The Vamps continue their run of hits with Wild Heart, written by nine writers including Jamie Scott, who wrote one of the great lost pop songs, Searching, which was big on Radio 2 in about 2005. 5 Seconds of Summer, straight outta Australia and picked to tour with One Direction, announce themselves with She Looks So Perfect, which namechecks American Apparel, a surefire way to get sponsorship and thus free underwear. In 2018 the band’s third album has landed straight in at the top of the US charts, following the achievement of their first two LPs.

Story of My Life sees One Direction move into Chinese folk song (nope, it’s a ballad, co-written by the band with Jamie Scott). Little Mix two-time with the 2014 Sport Relief single, a cover of Cameo’s Word Up!, and their own song Move. 2013 X Factor winner, prison officer Sam Bailey, takes the Demi Lovato song Skyscraper and sings the hell out of it, makes it her own, ‘what I like about you Sam…’, ‘you remind me of a young Mary Byrne’. Sam was dropped from Syco in 2015. Toby Gad two-times on NOW 87 since he wrote both Skyscraper and All Of Me, a song with piano and vocal played by John Stephens aka John Legend. The perfect wedding song, John will never have to work again.

Gary Barlow is still working, bringing out his second memoir in 2018 and entertaining crowds across the nation with his middle-of-the-road anthems. A gig in Cornwall was screened on the BBC in July 2018; his setlist for a show in Manchester included 25 songs, all of which have been hits. They include songs from his solo catalogue: Open Road, Forever Love, Love Won’t Wait and Let Me Go. The last of these, on NOW 87, was promoted in a documentary to celebrate the release of his 2013 solo album Since I Saw You Last.

Let Me Go was really about his stillborn child but had a lyric set to a stomping Mumford beat. It’s his most tender song. Gary (still not Sir Gary, strangely) has won Ivor Novello Awards for Shine, Pray and Back for Good, was the Songwriter of the Year in 1994 – Adele and George Michael have won it twice – and Gary was awarded an Outstanding Contribution to British Music award in 2012 along with his Take That bandmates. Other winners of that prize include Portishead (2016), Boy George (2014), Duran Duran (2005) and Norman Cook (2007).

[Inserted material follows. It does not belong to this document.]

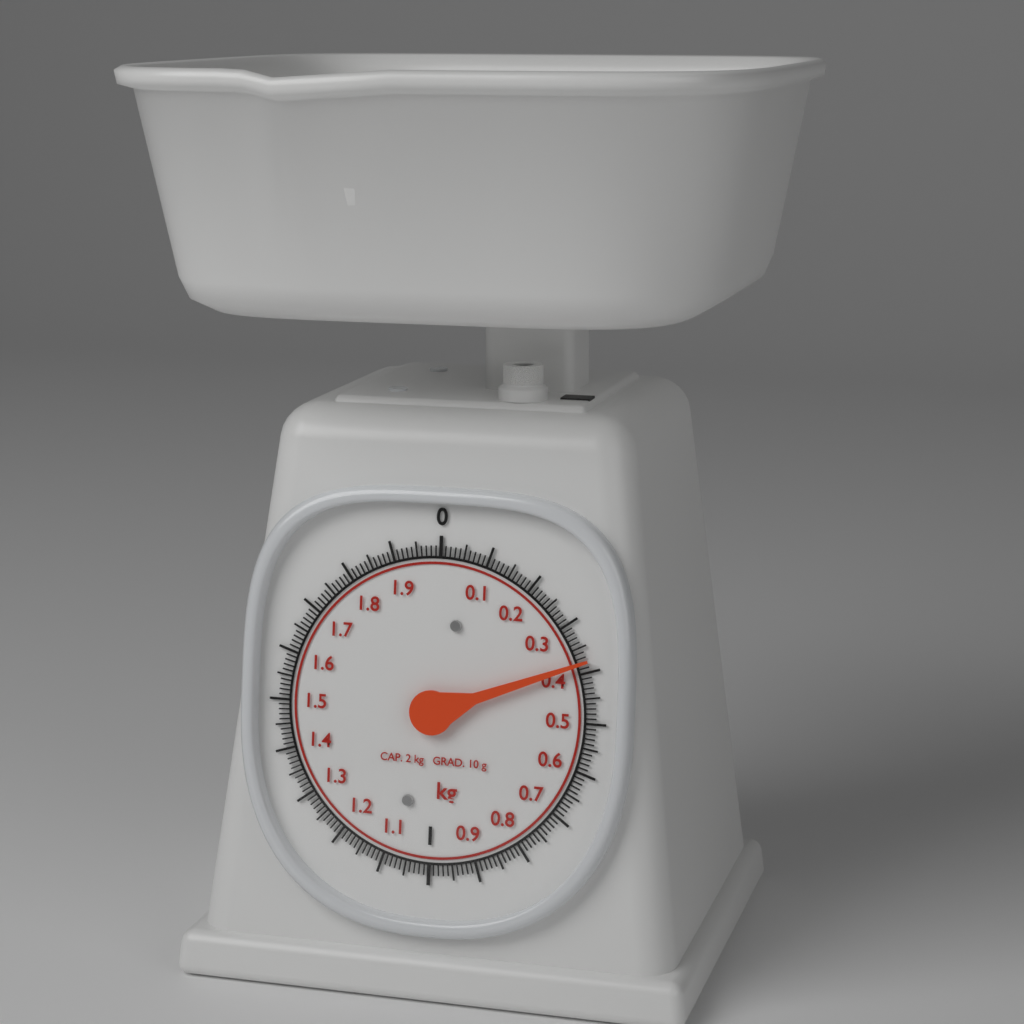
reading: 0.38 kg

Guy Chambers, another Songwriter of the Year, co-wrote Crying For No Reason by Katy B, a slow ballad in the Adele mould, while Fraser T Smith helped Example write Kids Again. Dr Luke is one of 10 writers on Timber, Senor Worldwide’s latest idiotic club song, while he guests on Enrique Iglesias’s equally idiotic I’m a Freak. Dr Luke and Ke$ha would be at war for several years and the performer’s contract held against her will in a court case that eventually was won by Dr Luke, whose reputation is untainted but who seems unfairly targeted by the mob.

Cee-Lo Green has also been subjected to criticism for saying and doing stupid things; not even his status as judge on The Voice in the USA could spark his career back into life, though he is listed as one of the seven writers on Pixie Lott’s hit Nasty, which samples Funky President by James Brown and two other songs. Pixie seems to be doing whatever she is told, as is Ellie Goulding, who covered The Waterboys’ classic folk song How Long Will I Love You for Children In Need 2013. Ellie was going out with Radio 1 DJ Greg James at the time; Greg is now engaged to someone who isn’t a pop singer.

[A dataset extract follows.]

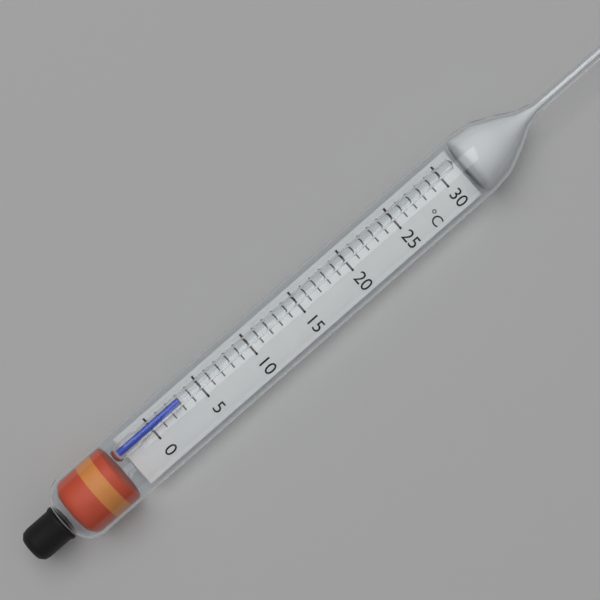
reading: 3 °C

In 2014, despite his numerous well-advertised indiscretions, R Kelly returns to a NOW as the featured artist on Do What U Want by Lady Gaga. The song’s lyric, ‘do what you want with my body’ must be ironic, and it is one of Gaga’s weakest singles. I feel her Imperial Phase passed when Artpop didn’t create songs as huge as those on her first two albums; her next project was a jazz album with Tony Bennett. With a starring role in a remake of A Star Is Born, Gaga’s career will spike again. R Kelly had his music removed from Spotify playlists, though a subscriber can still listen to his brilliant music. Who will be the next to be ‘muted’ by the mob?

Kanye West, probably, who features along with Q-Tip and Lil Wayne on the excellent Busta Rhymes song Thank You. And I almost got through this essay without mentioning #SELFIE by The Chainsmokers, a meme in the form of a song.